"All these the Great Creator and Lord of all has appointed to exist in peace and harmony; while He does good to all, but most abundantly to us who have fled for refuge to His compassion through Jesus Christ our Lord."
And he ends his Epistle with the following prayer:—
"May God, who seeth all things, and Who is the Ruler of all Spirits and the Lord of all Flesh—Who chose our Lord Jesus, and us through Him to be a peculiar people—grant to every soul that calleth upon His glorious and holy Name, faith, fear, peace, patience, long suffering, self-control, purity and sobriety, to the well pleasing of His Name through our High Priest and Protector Jesus Christ." (Ch. lviii.)
But with all this his Christianity seems to have been Ecclesiastical, in the technical sense of the word. He seems to have had a much clearer and firmer hold than Justin had of the truth that Christ instituted, not merely a philosophy or system of teaching, but a mystical body or visible Church, having its gradations of officers corresponding to the officers of the Jewish Ecclesiastical system, and its orderly arrangements of worship. (Ch. xl-xlii.)
Now this is the Christianity of a man who lived at least sixty or seventy years nearer to the fountain head of Christian truth than did Justin Martyr, whose witness to dogmatical or supernatural Christianity we have shown at some length.
It is also gathered out of a comparatively short book, not one sixth of the length of the writings of Justin, and composed solely for an undogmatic purpose.
His views of Christ and His work are precisely the same as those of Justin. By all rule of rationalistic analogy they ought to have been less "ecclesiastical," but in some respects they are more so.
Clement certainly seems to bring out more fully our Lord's Resurrection (taking into consideration, that is, the scope of his one remaining book and its brevity), and the Resurrection of Christ is the crowning miracle which stamps the whole dispensation as supernatural.
So far, then, as the Supernatural is concerned, it makes no difference whatsoever whether Clement used the Gospel according to St. Matthew or the Gospel according to the Hebrews.
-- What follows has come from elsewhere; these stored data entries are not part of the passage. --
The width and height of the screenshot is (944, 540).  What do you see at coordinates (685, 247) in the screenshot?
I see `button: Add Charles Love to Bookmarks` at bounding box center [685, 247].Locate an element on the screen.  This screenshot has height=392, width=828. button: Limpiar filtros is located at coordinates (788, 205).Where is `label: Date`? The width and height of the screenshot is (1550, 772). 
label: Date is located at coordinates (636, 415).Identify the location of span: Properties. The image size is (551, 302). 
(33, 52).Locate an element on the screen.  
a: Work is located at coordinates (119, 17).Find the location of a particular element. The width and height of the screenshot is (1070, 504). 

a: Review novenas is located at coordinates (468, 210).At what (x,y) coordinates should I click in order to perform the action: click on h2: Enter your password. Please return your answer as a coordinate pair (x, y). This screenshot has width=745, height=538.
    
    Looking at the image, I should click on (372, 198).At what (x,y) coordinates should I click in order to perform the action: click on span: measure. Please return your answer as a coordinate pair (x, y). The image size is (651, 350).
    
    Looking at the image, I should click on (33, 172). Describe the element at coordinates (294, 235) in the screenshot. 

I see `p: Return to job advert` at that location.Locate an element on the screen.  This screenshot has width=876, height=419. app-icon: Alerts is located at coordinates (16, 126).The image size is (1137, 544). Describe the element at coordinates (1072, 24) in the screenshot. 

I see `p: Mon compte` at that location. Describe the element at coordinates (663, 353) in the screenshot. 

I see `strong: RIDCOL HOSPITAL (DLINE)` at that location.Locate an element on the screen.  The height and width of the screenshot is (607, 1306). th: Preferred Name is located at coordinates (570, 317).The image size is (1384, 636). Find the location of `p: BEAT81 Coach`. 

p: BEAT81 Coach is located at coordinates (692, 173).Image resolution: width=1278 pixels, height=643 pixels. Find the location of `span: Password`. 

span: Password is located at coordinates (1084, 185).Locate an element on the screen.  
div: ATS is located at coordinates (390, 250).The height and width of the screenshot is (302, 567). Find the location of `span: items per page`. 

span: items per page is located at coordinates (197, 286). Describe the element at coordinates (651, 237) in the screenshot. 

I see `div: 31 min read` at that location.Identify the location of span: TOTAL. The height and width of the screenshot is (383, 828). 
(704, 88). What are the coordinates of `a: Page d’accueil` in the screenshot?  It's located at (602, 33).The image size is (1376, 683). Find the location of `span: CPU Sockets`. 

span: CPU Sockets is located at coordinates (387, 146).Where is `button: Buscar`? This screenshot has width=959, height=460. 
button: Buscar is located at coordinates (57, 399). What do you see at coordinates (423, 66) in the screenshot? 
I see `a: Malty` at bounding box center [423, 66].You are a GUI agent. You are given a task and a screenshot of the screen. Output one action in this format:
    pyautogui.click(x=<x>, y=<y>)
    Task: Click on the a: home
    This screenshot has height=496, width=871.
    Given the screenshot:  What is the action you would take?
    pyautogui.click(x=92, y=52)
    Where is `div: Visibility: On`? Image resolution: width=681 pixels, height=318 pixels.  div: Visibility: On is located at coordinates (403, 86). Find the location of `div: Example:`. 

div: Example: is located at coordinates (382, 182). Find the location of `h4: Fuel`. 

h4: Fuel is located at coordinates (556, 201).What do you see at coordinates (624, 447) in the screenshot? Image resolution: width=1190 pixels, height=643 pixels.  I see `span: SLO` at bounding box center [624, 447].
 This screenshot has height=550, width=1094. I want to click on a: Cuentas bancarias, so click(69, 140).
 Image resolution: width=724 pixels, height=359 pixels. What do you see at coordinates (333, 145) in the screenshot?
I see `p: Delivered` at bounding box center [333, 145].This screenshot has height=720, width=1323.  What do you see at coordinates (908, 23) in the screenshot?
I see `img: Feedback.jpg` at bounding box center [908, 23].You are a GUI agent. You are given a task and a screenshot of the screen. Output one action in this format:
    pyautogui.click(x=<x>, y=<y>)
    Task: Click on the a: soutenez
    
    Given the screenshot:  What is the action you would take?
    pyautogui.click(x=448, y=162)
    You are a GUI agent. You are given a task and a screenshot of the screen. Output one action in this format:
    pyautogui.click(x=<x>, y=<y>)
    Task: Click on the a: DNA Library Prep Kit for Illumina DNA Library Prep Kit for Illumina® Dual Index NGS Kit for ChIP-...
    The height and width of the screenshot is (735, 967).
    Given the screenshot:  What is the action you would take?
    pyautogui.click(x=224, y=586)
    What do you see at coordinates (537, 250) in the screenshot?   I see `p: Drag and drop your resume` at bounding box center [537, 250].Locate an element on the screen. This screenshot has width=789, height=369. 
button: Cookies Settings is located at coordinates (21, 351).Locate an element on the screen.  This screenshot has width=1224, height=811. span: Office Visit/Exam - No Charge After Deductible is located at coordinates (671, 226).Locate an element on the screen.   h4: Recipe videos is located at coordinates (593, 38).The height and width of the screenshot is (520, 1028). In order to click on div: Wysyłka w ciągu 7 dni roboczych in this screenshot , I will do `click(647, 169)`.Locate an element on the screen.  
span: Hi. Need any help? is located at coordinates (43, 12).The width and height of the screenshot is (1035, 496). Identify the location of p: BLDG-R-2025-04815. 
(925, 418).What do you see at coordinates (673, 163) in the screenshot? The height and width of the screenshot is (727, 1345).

His Gospel, whatever it was, not only filled his heart with an intense and absorbing love of Christ, and a desire that all men should imitate Him, but it filled his mind with that view of the religion of Christ which we call supernatural and evangelical, but which the author of "Supernatural Religion" calls ecclesiastical.
The question now arises, not so much from whom, but when, did he receive this view of Christ and His system. I do not mean, of course, the more minute features, but the substance. To what period must his reminiscences as a Christian extend? What time must his experiences cover? Irenaeus, in the place I have quoted, speaks of him as the companion of Apostles, Clement of Alexandria as an Apostle, Eusebius and Origen as the fellow-labourer of St. Paul. Now, I will not at present insist upon the more than likelihood that such was the fact. I will, for argument's sake, assume that he was some other Clement; but, whoever he was, one thing respecting him is certain—that the knowledge of Christianity was not poured into him at the moment when he wrote his Epistle, nor did he receive it ten—twenty—thirty years before. St. Peter and St. Paul were martyred in A.D. 68; the rest of the Apostolic College were dispersed long before. This Epistle shows little or no trace of the peculiar Johannean teaching or tradition of the Apostle who survived all the others; so, unless he had received his Christian teaching some years before the Martyrdom of the two Apostles Peter and Paul, that is, some time before A.D. 68, probably many years, I do not see that there can have been the smallest ground even for the tradition of the very next generation after his own that he knew the Apostles. Such a tradition could not possibly have been connected with the name of a man who became a Christian late in the century.